Bob Somerby and his Daily Howler was incomparably on this story all last week (check the archives at www.dailyhowler.com). While I think Somerby has gone a little overboard himself, Newsweek is no friend to liberals and progressives, being the home of Mike Isikoff, the man who almost single-handedly carried Ken Starr's water for over two years in an attempt to "get" Bill Clinton. That he got burned on this story by his unnamed source is just a continuation of his sloppy journalistic career.

However, the ferocity with which the corrupt Bush administration attacks a single, picayune fact underlying a story, one that doesn't discredit the overall story at all, is their modus operandi for dealing with unfavorable stories in the media. Practically every story gets something wrong somewhere along the line, and delving through the murky swamp of the Bush detritus is a very tricky business indeed. It's not surprising that the occasional factlet gets confused or overstated, given their mania for secrecy.

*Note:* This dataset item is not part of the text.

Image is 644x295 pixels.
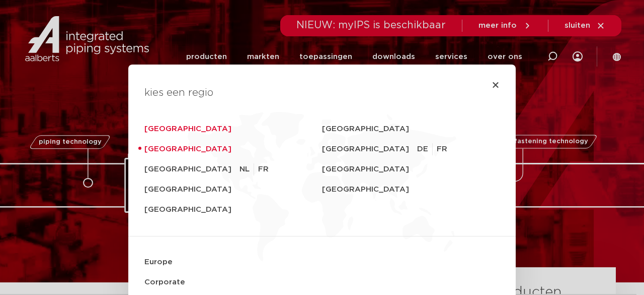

But the overarching stories remain true: Bush was AWOL from his National Guard unit, and was given preferential treatment in the handling of that matter; and the wardens, guards and interrogators at Camp Guantanamo are guilty of maltreating the prisoners there. But these larger stories are subsumed by the Bush administration's high dudgeon manufactured for some minor element of every negative story, which the lap dogs of the major media immediately focus on to the detriment of the crime that's happening right before their rheumy, bleary eyes.

It's just Newsweek's turn in the barrel. Soon enough, the New York Times, or the Washington Post, or NBC News will be made an example of for the cowering fainthearts of the popular media, just to keep them in line and remind them what happens to outlets that cross the Dear Leader.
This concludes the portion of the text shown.